Modified AIDS Virus Is Utilized for Blood-Cell Disorder in Mice

December 14, 2001

Massachusetts researchers successfully used a modified form of the AIDS virus, carefully stripped of potentially harmful components, to cure sickle-cell anemia in mice. The gene therapy work, published in today's issue of Science (Vol. 294; No. 5550), used a form of the AIDS virus to deliver a therapeutic gene to the bone marrow, where blood cells are made. The same method has potential for treating several hundred blood-cell disorders, including leukemia.

The use of the AIDS virus will require careful scrutiny before it is tried in humans. The method used by researchers at Harvard University and the Massachusetts Institute of Technology could be ready for human testing in about three years, according to Genetix Pharmaceuticals Inc., a closely held Cambridge, Mass., company that aims to commercialize the procedure.
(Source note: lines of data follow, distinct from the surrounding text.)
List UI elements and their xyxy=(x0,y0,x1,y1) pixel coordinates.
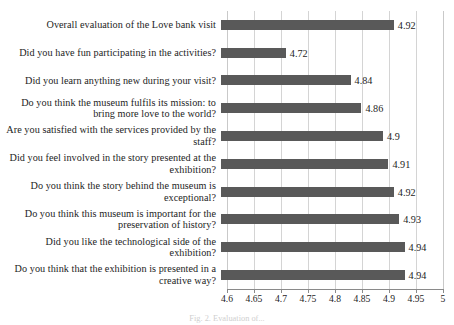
bar-value-label: 4.94 xyxy=(405,270,427,281)
chart-row: Did you feel involved in the story prese… xyxy=(0,150,454,178)
bar xyxy=(221,187,394,197)
bar-cell: 4.92 xyxy=(221,11,454,39)
category-label: Did you feel involved in the story prese… xyxy=(0,152,221,175)
bar-cell: 4.94 xyxy=(221,261,454,289)
bar xyxy=(221,214,399,224)
category-label: Did you have fun participating in the ac… xyxy=(0,47,221,59)
chart-row: Overall evaluation of the Love bank visi… xyxy=(0,11,454,39)
bar-value-label: 4.92 xyxy=(394,19,416,30)
bar xyxy=(221,270,405,280)
bar-value-label: 4.93 xyxy=(399,214,421,225)
category-label: Did you learn anything new during your v… xyxy=(0,75,221,87)
bar-value-label: 4.72 xyxy=(286,47,308,58)
category-label: Do you think the story behind the museum… xyxy=(0,180,221,203)
x-axis-tick-label: 4.65 xyxy=(246,293,263,304)
chart-row: Do you think this museum is important fo… xyxy=(0,206,454,234)
bar-value-label: 4.94 xyxy=(405,242,427,253)
category-label: Do you think this museum is important fo… xyxy=(0,208,221,231)
bar xyxy=(221,159,388,169)
bar-cell: 4.92 xyxy=(221,178,454,206)
chart-row: Did you have fun participating in the ac… xyxy=(0,39,454,67)
chart-row: Do you think that the exhibition is pres… xyxy=(0,261,454,289)
bar-cell: 4.93 xyxy=(221,206,454,234)
x-axis-tick-label: 4.6 xyxy=(221,293,233,304)
category-label: Do you think that the exhibition is pres… xyxy=(0,263,221,286)
bar-cell: 4.91 xyxy=(221,150,454,178)
bar xyxy=(221,20,394,30)
bar-value-label: 4.86 xyxy=(361,103,383,114)
x-axis-tick-label: 5 xyxy=(441,293,446,304)
category-label: Overall evaluation of the Love bank visi… xyxy=(0,19,221,31)
bar-cell: 4.84 xyxy=(221,67,454,95)
bar xyxy=(221,242,405,252)
bar-chart: Overall evaluation of the Love bank visi… xyxy=(0,0,454,325)
chart-row: Did you learn anything new during your v… xyxy=(0,67,454,95)
bar-cell: 4.94 xyxy=(221,233,454,261)
bar xyxy=(221,131,383,141)
x-axis-tick-label: 4.95 xyxy=(408,293,425,304)
bar-value-label: 4.92 xyxy=(394,186,416,197)
x-axis-tick-label: 4.8 xyxy=(329,293,341,304)
chart-rows: Overall evaluation of the Love bank visi… xyxy=(0,11,454,289)
bar-value-label: 4.84 xyxy=(351,75,373,86)
x-axis-tick-label: 4.9 xyxy=(383,293,395,304)
x-axis-tick-label: 4.85 xyxy=(354,293,371,304)
x-axis-tick-label: 4.7 xyxy=(275,293,287,304)
chart-row: Did you like the technological side of t… xyxy=(0,233,454,261)
x-axis-tick-label: 4.75 xyxy=(300,293,317,304)
bar-cell: 4.9 xyxy=(221,122,454,150)
bar-cell: 4.72 xyxy=(221,39,454,67)
category-label: Do you think the museum fulfils its miss… xyxy=(0,97,221,120)
category-label: Did you like the technological side of t… xyxy=(0,236,221,259)
chart-row: Do you think the museum fulfils its miss… xyxy=(0,94,454,122)
bar-cell: 4.86 xyxy=(221,94,454,122)
bar xyxy=(221,75,351,85)
bar-value-label: 4.9 xyxy=(383,131,400,142)
category-label: Are you satisfied with the services prov… xyxy=(0,124,221,147)
bar-value-label: 4.91 xyxy=(388,158,410,169)
figure-caption: Fig. 2. Evaluation of... xyxy=(0,314,454,325)
chart-row: Do you think the story behind the museum… xyxy=(0,178,454,206)
chart-row: Are you satisfied with the services prov… xyxy=(0,122,454,150)
bar xyxy=(221,103,361,113)
bar xyxy=(221,48,286,58)
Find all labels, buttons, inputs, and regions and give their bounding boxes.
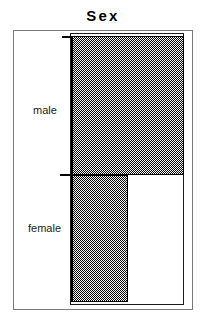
axis-tick-middle bbox=[60, 174, 73, 176]
category-label-female: female bbox=[28, 222, 61, 235]
chart-title: Sex bbox=[0, 7, 206, 25]
axis-tick-top bbox=[62, 36, 72, 38]
category-axis-spine bbox=[71, 36, 73, 302]
category-label-male: male bbox=[33, 104, 57, 117]
bar-male[interactable] bbox=[72, 36, 184, 175]
bar-female[interactable] bbox=[72, 175, 128, 302]
chart-canvas: Sex male female bbox=[0, 0, 206, 326]
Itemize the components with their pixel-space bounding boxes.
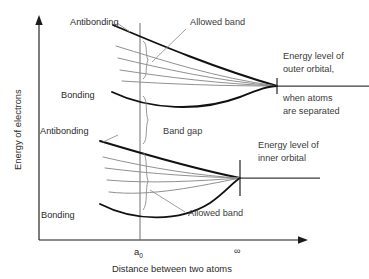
band-gap-label: Band gap <box>163 126 202 136</box>
bonding-upper-label: Bonding <box>61 90 95 100</box>
allowed-band-lower-brace <box>143 152 148 210</box>
inner-inner-curve-3 <box>107 178 240 182</box>
outer-bonding-curve <box>112 86 277 107</box>
outer-level-label-line1: Energy level of <box>283 51 344 61</box>
leader-line-group <box>103 23 186 212</box>
inner-antibonding-curve <box>100 141 240 178</box>
outer-level-label-line2: outer orbital, <box>283 64 334 74</box>
antibonding-lower-leader <box>103 135 118 142</box>
outer-level-label-line4: are separated <box>283 106 340 116</box>
band-diagram-figure: Antibonding Bonding Antibonding Bonding … <box>0 0 369 279</box>
brace-group <box>143 41 148 210</box>
outer-antibonding-curve <box>113 25 277 86</box>
x-tick-infinity-label: ∞ <box>234 245 241 256</box>
allowed-band-lower-leader <box>150 190 185 212</box>
y-axis-label: Energy of electrons <box>12 89 23 170</box>
x-tick-a0-label: a0 <box>134 246 143 259</box>
inner-level-label-line2: inner orbital <box>258 153 306 163</box>
bonding-lower-label: Bonding <box>41 210 75 220</box>
allowed-band-lower-label: Allowed band <box>188 208 243 218</box>
y-axis-arrowhead <box>35 15 42 25</box>
antibonding-upper-label: Antibonding <box>70 17 119 27</box>
antibonding-lower-label: Antibonding <box>40 126 89 136</box>
inner-inner-curve-4 <box>109 178 240 193</box>
outer-level-label-line3: when atoms <box>282 93 333 103</box>
x-axis-label: Distance between two atoms <box>112 263 232 274</box>
allowed-band-upper-label: Allowed band <box>190 17 245 27</box>
x-axis-arrowhead <box>298 236 308 243</box>
allowed-band-upper-leader <box>152 29 186 62</box>
inner-level-label-line1: Energy level of <box>258 140 319 150</box>
band-diagram-svg: Antibonding Bonding Antibonding Bonding … <box>0 0 369 279</box>
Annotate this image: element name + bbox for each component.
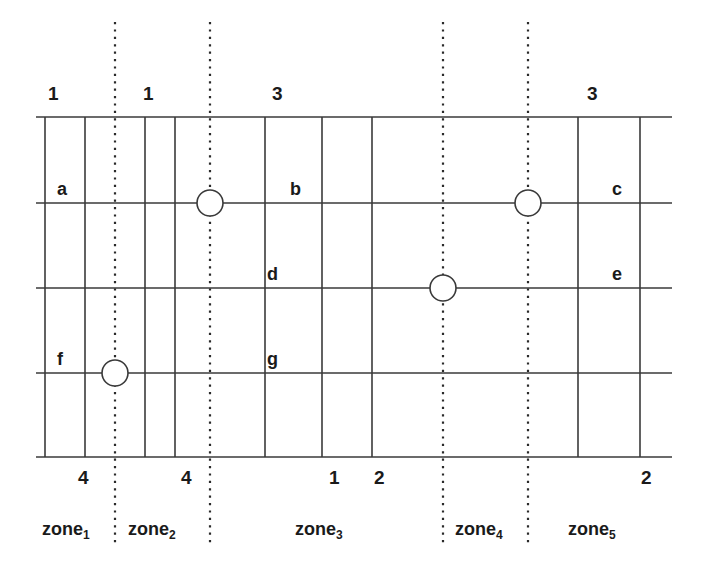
top-number-value: 1 <box>143 83 154 104</box>
bottom-number-value: 2 <box>641 467 652 488</box>
zone-label-2: zone2 <box>128 520 176 538</box>
top-number-2: 1 <box>143 84 154 103</box>
zone-label-1: zone1 <box>42 520 90 538</box>
zone-label-5: zone5 <box>568 520 616 538</box>
cell-letter-value: a <box>57 179 67 199</box>
cell-letter-5: e <box>612 265 622 283</box>
cell-letter-value: e <box>612 264 622 284</box>
horizontal-grid-lines <box>36 117 672 457</box>
top-number-value: 3 <box>272 83 283 104</box>
top-number-4: 3 <box>587 84 598 103</box>
cell-letter-1: a <box>57 180 67 198</box>
cell-letter-value: c <box>612 179 622 199</box>
top-number-1: 1 <box>48 84 59 103</box>
top-number-3: 3 <box>272 84 283 103</box>
bottom-number-5: 2 <box>641 468 652 487</box>
cell-letter-7: g <box>267 350 278 368</box>
bottom-number-value: 4 <box>78 467 89 488</box>
cell-letter-2: b <box>290 180 301 198</box>
top-number-value: 3 <box>587 83 598 104</box>
zone-label-index: 3 <box>336 528 343 542</box>
cell-letter-6: f <box>57 350 63 368</box>
bottom-number-4: 2 <box>374 468 385 487</box>
bottom-number-value: 1 <box>329 467 340 488</box>
zone-label-text: zone <box>455 519 496 539</box>
cell-letter-value: b <box>290 179 301 199</box>
zone-label-text: zone <box>128 519 169 539</box>
zone-label-text: zone <box>42 519 83 539</box>
zone-label-index: 4 <box>496 528 503 542</box>
vertical-grid-lines <box>45 117 640 457</box>
bottom-number-value: 2 <box>374 467 385 488</box>
zone-label-index: 5 <box>609 528 616 542</box>
bottom-number-value: 4 <box>181 467 192 488</box>
zone-label-text: zone <box>568 519 609 539</box>
bottom-number-1: 4 <box>78 468 89 487</box>
cell-letter-value: d <box>267 264 278 284</box>
bottom-number-3: 1 <box>329 468 340 487</box>
cell-letter-value: f <box>57 349 63 369</box>
node-zone3-row2 <box>430 275 456 301</box>
zone-label-text: zone <box>295 519 336 539</box>
cell-letter-value: g <box>267 349 278 369</box>
zone-label-index: 2 <box>169 528 176 542</box>
top-number-value: 1 <box>48 83 59 104</box>
node-zone2-row1 <box>197 190 223 216</box>
figure-canvas: 1133 44122 abcdefg zone1zone2zone3zone4z… <box>0 0 721 576</box>
grid-diagram-svg <box>0 0 721 576</box>
cell-letter-4: d <box>267 265 278 283</box>
zone-label-4: zone4 <box>455 520 503 538</box>
cell-letter-3: c <box>612 180 622 198</box>
bottom-number-2: 4 <box>181 468 192 487</box>
zone-label-3: zone3 <box>295 520 343 538</box>
node-zone1-row3 <box>102 360 128 386</box>
zone-label-index: 1 <box>83 528 90 542</box>
node-zone4-row1 <box>515 190 541 216</box>
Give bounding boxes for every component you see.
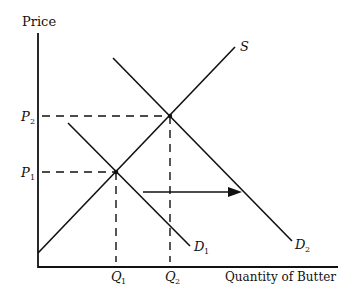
supply-label: S xyxy=(240,39,249,54)
demand-curve-d1 xyxy=(68,123,190,246)
supply-curve xyxy=(38,47,235,253)
equilibrium-point-2 xyxy=(168,114,172,118)
supply-demand-diagram: Price Quantity of Butter S D 1 D 2 P 2 P… xyxy=(0,0,355,298)
p1-subscript: 1 xyxy=(30,173,35,182)
q1-subscript: 1 xyxy=(121,277,126,286)
p1-label: P xyxy=(20,165,30,180)
x-axis-label: Quantity of Butter xyxy=(225,270,336,284)
d2-subscript: 2 xyxy=(305,245,310,254)
demand-curve-d2 xyxy=(113,58,292,241)
y-axis-label: Price xyxy=(22,14,56,29)
q2-subscript: 2 xyxy=(175,277,180,286)
equilibrium-point-1 xyxy=(114,170,118,174)
p2-subscript: 2 xyxy=(30,117,35,126)
p2-label: P xyxy=(20,109,30,124)
d1-subscript: 1 xyxy=(204,247,209,256)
To test the technique, scientists removed bone marrow from mice and inserted a gene that helps blood cells keep their normal shape. They used radiation to kill diseased cells remaining in the bone marrow, then put the treated cells back into the mice. When scientists examined the animals' blood after the therapy, they found a high percentage of normal, round blood cells and very few sickle cells, said senior author Dr. Philippe Leboulch, an assistant professor at Harvard Medical School. The treated mice also showed healthy weight and none of the fatigue characteristic of the disease in mice and humans, he said. The positive effects lasted as long as 10 months.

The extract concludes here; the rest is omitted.